The article assumes that undeveloped areas will suffer from these changes, because the old path to development will not be available to them.

But new paths to development will become available, from these same technologies.

Increasingly, undeveloped areas will find it easier, cheaper and faster to just make their own stuff locally. Robots will get better and cheaper, just like cell phones did - everyone will get them, and sooner than folks thought ahead of time.

Artificial intelligence will increasingly replace the need for an educated workforce, potentially REDUCING the comparative advantage of more developed societies. Those who invent new things could make huge fortunes quickly, but the bulk of the human population will quickly be able to get their own copy at little incremental cost (a software update).
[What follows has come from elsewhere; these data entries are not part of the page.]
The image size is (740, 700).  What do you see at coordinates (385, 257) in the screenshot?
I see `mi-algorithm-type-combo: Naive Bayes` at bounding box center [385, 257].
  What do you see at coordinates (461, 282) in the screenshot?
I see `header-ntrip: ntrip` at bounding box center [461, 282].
If undeveloped countries don’t have the capital to buy their own production equipment, just leave the door open, and foreign companies will set up shop to produce locally, as it becomes more economical - prices will still drop for their consumers, and there will still be secondary business for the local economy, from having production there (energy, raw materials, etc.).

As the article mentions, the equipment itself will become less capital-intensive over time, which will make it easier to move. It will become easier to improve standards of living in undeveloped countries (barring political restrictions).

The real cost drivers would increasingly become energy, raw materials, and taxes. Large scale manufacturing should migrate to areas with a relative cost advantage for those factors, while lots of manufacturing becomes localized.

The bottom line is that the costs, and cycle times for manufactured goods will drop. Quality of life will improve, even if some improve faster than others.